Once a foothold is established, a Linux-compatible beacon framework such as CrossC2 is deployed to facilitate post-exploitation activities. Also removed were Sliver, TinyShell (Unix backdoor), keyloggers, and brute force utilities to facilitate credential collection and lateral movement.

But at the heart of Red Menshen’s operations is BPFDoor. It features two different components. One is a passive backdoor deployed on compromised Linux systems that inspects incoming traffic for predefined “magic” packets by installing a BPF filter and spawning a remote shell upon receipt of such packets. Another important part of the framework is the controller, which is managed by the attacker and is responsible for sending specially formatted packets.

“The controller is designed to work within the victim’s environment itself,” Rapid7 explained. “In this mode, additional implants can be triggered across internal hosts by masquerading as legitimate system processes and sending activation packets or opening local listeners to receive shell connections, effectively allowing controlled lateral movement between compromised systems.”

Additionally, certain BPFDoor artifacts have been found to support Stream Control Transmission Protocol (SCTP), which could allow attackers to monitor communication native protocols, gain visibility into subscriber behavior and location, and even track individuals of interest.

These aspects demonstrate that BPFdoor’s capabilities go beyond a stealth Linux backdoor. “BPFdoor acts as an embedded access layer within the communications backbone, providing long-term, low-noise visibility into critical network operations,” the security vendor added.

That’s not the end. Previously undocumented variants of BPFdoor incorporate architectural changes that make them more evasive and undetectable for extended periods of time in modern corporate and communications environments.
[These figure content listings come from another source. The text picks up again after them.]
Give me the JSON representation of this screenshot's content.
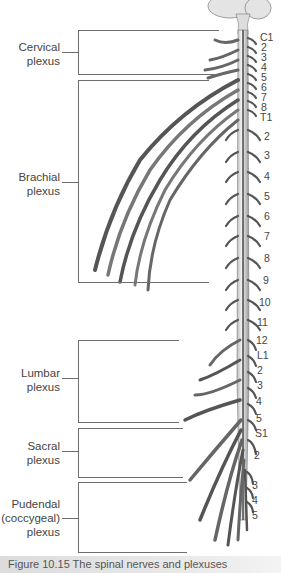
{
  "diagram": {
    "type": "anatomical illustration",
    "plexuses": [
      {
        "name": "cervical",
        "label_line1": "Cervical",
        "label_line2": "plexus",
        "label_line3": ""
      },
      {
        "name": "brachial",
        "label_line1": "Brachial",
        "label_line2": "plexus",
        "label_line3": ""
      },
      {
        "name": "lumbar",
        "label_line1": "Lumbar",
        "label_line2": "plexus",
        "label_line3": ""
      },
      {
        "name": "sacral",
        "label_line1": "Sacral",
        "label_line2": "plexus",
        "label_line3": ""
      },
      {
        "name": "pudendal",
        "label_line1": "Pudendal",
        "label_line2": "(coccygeal)",
        "label_line3": "plexus"
      }
    ],
    "segments": [
      "C1",
      "2",
      "3",
      "4",
      "5",
      "6",
      "7",
      "8",
      "T1",
      "2",
      "3",
      "4",
      "5",
      "6",
      "7",
      "8",
      "9",
      "10",
      "11",
      "12",
      "L1",
      "2",
      "3",
      "4",
      "5",
      "S1",
      "2",
      "3",
      "4",
      "5"
    ],
    "colors": {
      "line": "#6e6e6e",
      "text": "#444444",
      "nerve_fill": "#f2f2f2",
      "nerve_shadow": "#1a1a1a",
      "caption_bg": "#dcdcdc"
    }
  },
  "caption": {
    "text": "Figure 10.15  The spinal nerves and plexuses"
  }
}
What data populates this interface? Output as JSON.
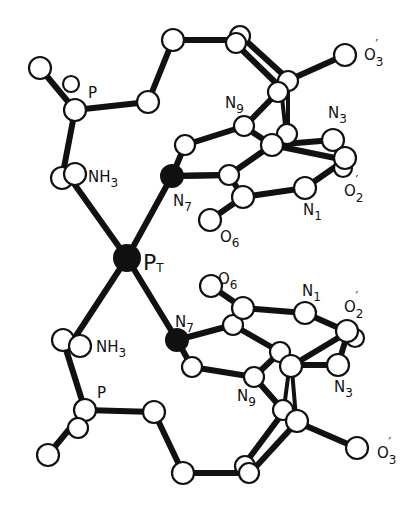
{
  "figure": {
    "type": "molecular-structure",
    "center_atom": {
      "symbol": "P",
      "subscript": "T"
    },
    "labels": {
      "pt_main": "P",
      "pt_sub": "T",
      "top": {
        "p": "P",
        "nh3_main": "NH",
        "nh3_sub": "3",
        "n7_main": "N",
        "n7_sub": "7",
        "n9_main": "N",
        "n9_sub": "9",
        "n3_main": "N",
        "n3_sub": "3",
        "n1_main": "N",
        "n1_sub": "1",
        "o6_main": "O",
        "o6_sub": "6",
        "o2_main": "O",
        "o2_sub": "2",
        "o2_prime": "′",
        "o3_main": "O",
        "o3_sub": "3",
        "o3_prime": "′"
      },
      "bottom": {
        "p": "P",
        "nh3_main": "NH",
        "nh3_sub": "3",
        "n7_main": "N",
        "n7_sub": "7",
        "n9_main": "N",
        "n9_sub": "9",
        "n3_main": "N",
        "n3_sub": "3",
        "n1_main": "N",
        "n1_sub": "1",
        "o6_main": "O",
        "o6_sub": "6",
        "o2_main": "O",
        "o2_sub": "2",
        "o2_prime": "′",
        "o3_main": "O",
        "o3_sub": "3",
        "o3_prime": "′"
      }
    }
  }
}
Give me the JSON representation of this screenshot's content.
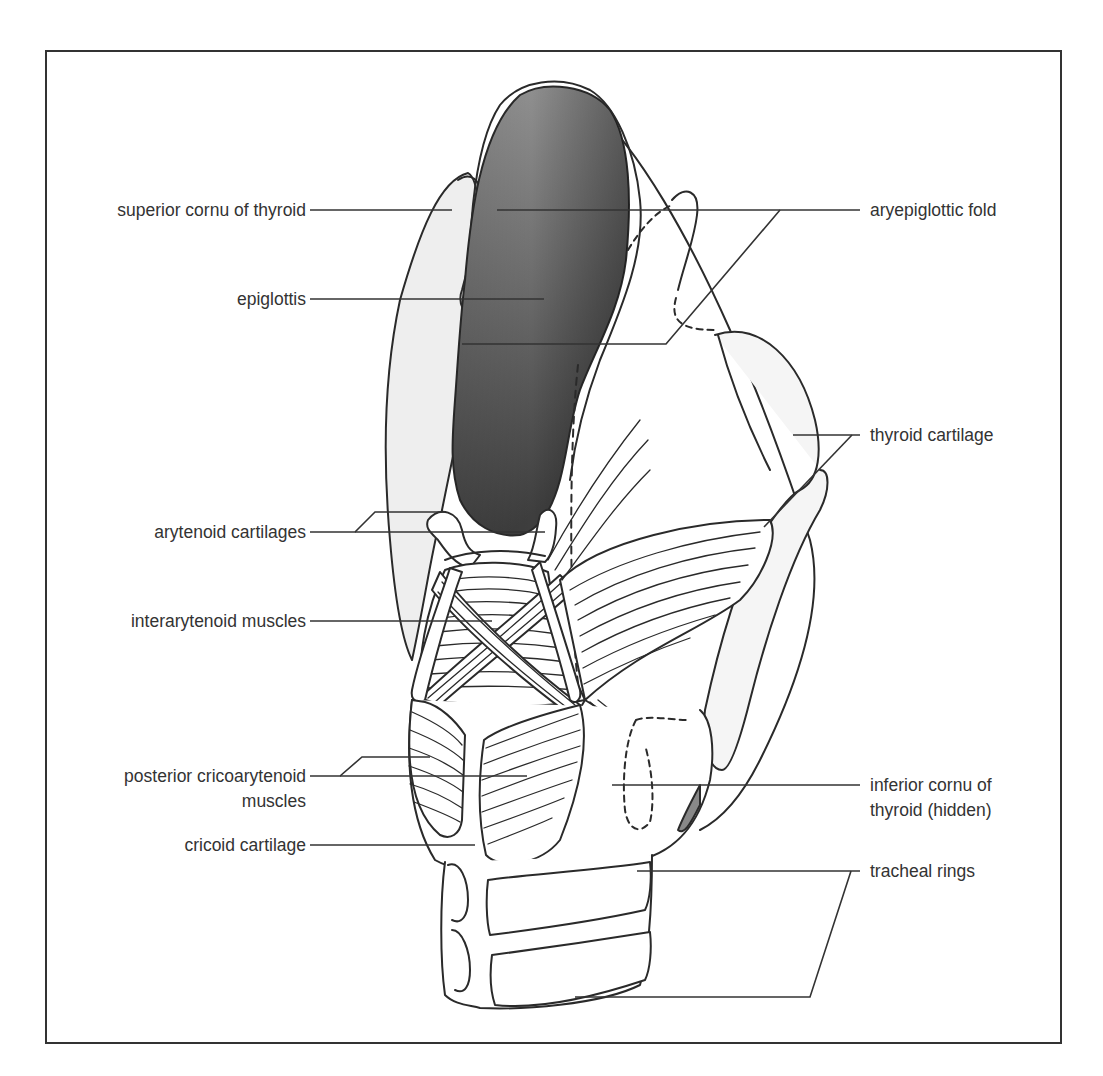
{
  "figure": {
    "type": "anatomical-illustration",
    "colors": {
      "frame": "#333333",
      "outline": "#2a2a2a",
      "label_text": "#333333",
      "epiglottis_dark": "#4a4a4a",
      "epiglottis_light": "#9a9a9a",
      "cartilage_stipple": "#e6e6e6"
    }
  },
  "labels": {
    "left": [
      {
        "id": "superior-cornu",
        "text": "superior cornu of thyroid"
      },
      {
        "id": "epiglottis",
        "text": "epiglottis"
      },
      {
        "id": "arytenoid-cartilages",
        "text": "arytenoid cartilages"
      },
      {
        "id": "interarytenoid-muscles",
        "text": "interarytenoid muscles"
      },
      {
        "id": "posterior-cricoarytenoid",
        "line1": "posterior cricoarytenoid",
        "line2": "muscles"
      },
      {
        "id": "cricoid-cartilage",
        "text": "cricoid cartilage"
      }
    ],
    "right": [
      {
        "id": "aryepiglottic-fold",
        "text": "aryepiglottic fold"
      },
      {
        "id": "thyroid-cartilage",
        "text": "thyroid cartilage"
      },
      {
        "id": "inferior-cornu",
        "line1": "inferior cornu of",
        "line2": "thyroid (hidden)"
      },
      {
        "id": "tracheal-rings",
        "text": "tracheal rings"
      }
    ]
  }
}
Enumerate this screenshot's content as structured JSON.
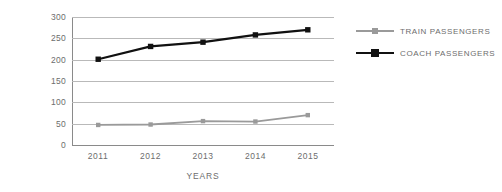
{
  "chart_data": {
    "type": "line",
    "title": "",
    "xlabel": "YEARS",
    "ylabel": "PASSENGERS (Millions)",
    "categories": [
      "2011",
      "2012",
      "2013",
      "2014",
      "2015"
    ],
    "ylim": [
      0,
      300
    ],
    "yticks": [
      0,
      50,
      100,
      150,
      200,
      250,
      300
    ],
    "ytick_labels": [
      "0",
      "50",
      "100",
      "150",
      "200",
      "250",
      "300"
    ],
    "grid": true,
    "legend_position": "right",
    "series": [
      {
        "name": "TRAIN PASSENGERS",
        "color": "#9a9a9a",
        "marker": "square",
        "values": [
          47,
          48,
          56,
          55,
          70
        ]
      },
      {
        "name": "COACH PASSENGERS",
        "color": "#111111",
        "marker": "square",
        "values": [
          201,
          231,
          241,
          258,
          270
        ]
      }
    ]
  },
  "axes": {
    "y_title": "PASSENGERS (Millions)",
    "x_title": "YEARS"
  },
  "colors": {
    "train": "#9a9a9a",
    "coach": "#111111",
    "grid": "#b9b9b9",
    "axis": "#8a8a8a",
    "text": "#6d6d6d",
    "background": "#ffffff"
  }
}
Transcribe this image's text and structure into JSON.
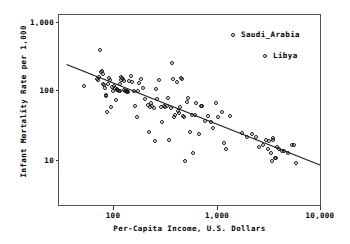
{
  "chart_data": {
    "type": "scatter",
    "title": "",
    "xlabel": "Per-Capita Income, U.S. Dollars",
    "ylabel": "Infant Mortality Rate per 1,000",
    "xscale": "log",
    "yscale": "log",
    "xlim": [
      35,
      11500
    ],
    "ylim": [
      3.0,
      1400
    ],
    "grid": false,
    "xticks": [
      100,
      1000,
      10000
    ],
    "xtick_labels": [
      "100",
      "1,000",
      "10,000"
    ],
    "yticks": [
      10,
      100,
      1000
    ],
    "ytick_labels": [
      "10",
      "100",
      "1,000"
    ],
    "legend_position": "top-right",
    "legend": [
      {
        "label": "Saudi_Arabia",
        "marker": "open-circle"
      },
      {
        "label": "Libya",
        "marker": "open-circle"
      }
    ],
    "marker_style": "open-circle",
    "series": [
      {
        "name": "Countries",
        "points": [
          [
            52,
            118
          ],
          [
            68,
            150
          ],
          [
            70,
            142
          ],
          [
            72,
            160
          ],
          [
            74,
            390
          ],
          [
            75,
            185
          ],
          [
            77,
            190
          ],
          [
            78,
            175
          ],
          [
            79,
            128
          ],
          [
            80,
            120
          ],
          [
            82,
            110
          ],
          [
            83,
            88
          ],
          [
            84,
            84
          ],
          [
            85,
            50
          ],
          [
            88,
            128
          ],
          [
            90,
            155
          ],
          [
            92,
            145
          ],
          [
            94,
            60
          ],
          [
            96,
            115
          ],
          [
            98,
            100
          ],
          [
            100,
            118
          ],
          [
            102,
            112
          ],
          [
            104,
            75
          ],
          [
            106,
            105
          ],
          [
            108,
            108
          ],
          [
            110,
            102
          ],
          [
            112,
            100
          ],
          [
            114,
            100
          ],
          [
            115,
            128
          ],
          [
            116,
            145
          ],
          [
            118,
            160
          ],
          [
            120,
            155
          ],
          [
            122,
            150
          ],
          [
            124,
            140
          ],
          [
            126,
            103
          ],
          [
            128,
            101
          ],
          [
            130,
            100
          ],
          [
            132,
            100
          ],
          [
            134,
            98
          ],
          [
            136,
            97
          ],
          [
            140,
            138
          ],
          [
            145,
            162
          ],
          [
            150,
            135
          ],
          [
            155,
            100
          ],
          [
            160,
            62
          ],
          [
            165,
            43
          ],
          [
            170,
            100
          ],
          [
            175,
            130
          ],
          [
            180,
            150
          ],
          [
            190,
            112
          ],
          [
            200,
            78
          ],
          [
            210,
            64
          ],
          [
            215,
            26
          ],
          [
            220,
            60
          ],
          [
            225,
            68
          ],
          [
            230,
            62
          ],
          [
            240,
            58
          ],
          [
            250,
            19
          ],
          [
            255,
            106
          ],
          [
            260,
            76
          ],
          [
            270,
            145
          ],
          [
            280,
            60
          ],
          [
            290,
            36
          ],
          [
            300,
            62
          ],
          [
            310,
            60
          ],
          [
            320,
            62
          ],
          [
            330,
            80
          ],
          [
            340,
            20
          ],
          [
            350,
            58
          ],
          [
            360,
            250
          ],
          [
            370,
            150
          ],
          [
            380,
            43
          ],
          [
            390,
            45
          ],
          [
            400,
            135
          ],
          [
            410,
            52
          ],
          [
            420,
            48
          ],
          [
            430,
            60
          ],
          [
            440,
            155
          ],
          [
            450,
            150
          ],
          [
            460,
            44
          ],
          [
            470,
            42
          ],
          [
            480,
            10
          ],
          [
            500,
            70
          ],
          [
            520,
            80
          ],
          [
            540,
            26
          ],
          [
            560,
            46
          ],
          [
            580,
            13
          ],
          [
            600,
            46
          ],
          [
            620,
            68
          ],
          [
            650,
            24
          ],
          [
            680,
            62
          ],
          [
            700,
            61
          ],
          [
            750,
            37
          ],
          [
            800,
            44
          ],
          [
            850,
            36
          ],
          [
            900,
            30
          ],
          [
            950,
            68
          ],
          [
            1000,
            42
          ],
          [
            1100,
            50
          ],
          [
            1150,
            18
          ],
          [
            1200,
            15
          ],
          [
            1300,
            44
          ],
          [
            1700,
            25
          ],
          [
            1900,
            22
          ],
          [
            2100,
            24
          ],
          [
            2300,
            22
          ],
          [
            2500,
            16
          ],
          [
            2700,
            17
          ],
          [
            2900,
            20
          ],
          [
            3000,
            15
          ],
          [
            3100,
            19
          ],
          [
            3200,
            13
          ],
          [
            3300,
            10
          ],
          [
            3350,
            21
          ],
          [
            3400,
            20
          ],
          [
            3500,
            11
          ],
          [
            3600,
            11
          ],
          [
            3700,
            16
          ],
          [
            3900,
            15
          ],
          [
            4100,
            14
          ],
          [
            4300,
            14
          ],
          [
            4700,
            13
          ],
          [
            5100,
            17
          ],
          [
            5400,
            17
          ],
          [
            5600,
            9.5
          ]
        ]
      }
    ],
    "trendline": {
      "type": "linear-fit-loglog",
      "start": [
        35,
        240
      ],
      "end": [
        11500,
        8.8
      ]
    },
    "annotations": [
      {
        "label": "Saudi_Arabia",
        "kind": "legend-callout"
      },
      {
        "label": "Libya",
        "kind": "legend-callout"
      }
    ]
  }
}
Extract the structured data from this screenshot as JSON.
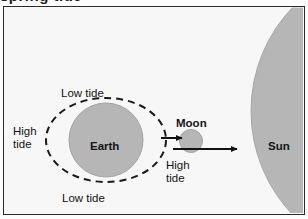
{
  "figure": {
    "type": "diagram",
    "clipped_caption_above": "spring tide",
    "frame": {
      "border_color": "#2a2a2a",
      "fill_color": "#f7f7f7"
    },
    "body_fill_color": "#b4b4b4",
    "body_stroke_color": "#9a9a9a",
    "dash_color": "#1a1a1a",
    "arrow_color": "#111111",
    "bodies": [
      {
        "name": "Earth",
        "label": "Earth",
        "shape": "circle",
        "cx": 105,
        "cy": 139,
        "r": 37
      },
      {
        "name": "Moon",
        "label": "Moon",
        "shape": "circle",
        "cx": 190,
        "cy": 140,
        "r": 11
      },
      {
        "name": "Sun",
        "label": "Sun",
        "shape": "circle-arc-right-edge",
        "cx": 400,
        "cy": 110,
        "r": 150
      }
    ],
    "tidal_bulge": {
      "shape": "dashed-ellipse",
      "cx": 105,
      "cy": 139,
      "rx": 60,
      "ry": 42,
      "dash_pattern": "7 5",
      "stroke_width": 2
    },
    "labels": {
      "low_tide_top": "Low tide",
      "low_tide_bottom": "Low tide",
      "high_tide_left": "High\ntide",
      "high_tide_moon": "High\ntide",
      "earth": "Earth",
      "moon": "Moon",
      "sun": "Sun"
    },
    "arrows": [
      {
        "name": "moon-pull-arrow",
        "x1": 160,
        "y1": 137,
        "x2": 181,
        "y2": 137
      },
      {
        "name": "sun-pull-arrow",
        "x1": 172,
        "y1": 148,
        "x2": 236,
        "y2": 148
      }
    ]
  }
}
These include hiding trigger packets within seemingly legitimate HTTPS traffic and introducing a new parsing mechanism that ensures that the string “9999” appears at a fixed byte offset within the request.

This camouflage allows the magic packet to remain hidden within the HTTPS traffic, allowing it to avoid shifting the position of the data within the request, and allows the implant to constantly check for markers at specific byte offsets and interpret them, if present, as an activation command.

The newly discovered sample also debuts a “lightweight communication mechanism” that uses Internet Control Message Protocol (ICMP) for communication between two infected hosts.

“These findings reflect the broader evolution of adversarial tradecraft,” Rapid7 said. “Rather than relying solely on user-space malware, attackers are planting implants deep into the computing stack, targeting operating system kernels and infrastructure platforms.”

“A communications environment that combines bare-metal systems, virtualization layers, high-performance appliances, and containerized 4G/5G core components provides an ideal environment for low-noise, long-term persistence. By integrating with formal hardware services and container runtimes, implants can bypass traditional endpoint monitoring and remain undetected for long periods of time.”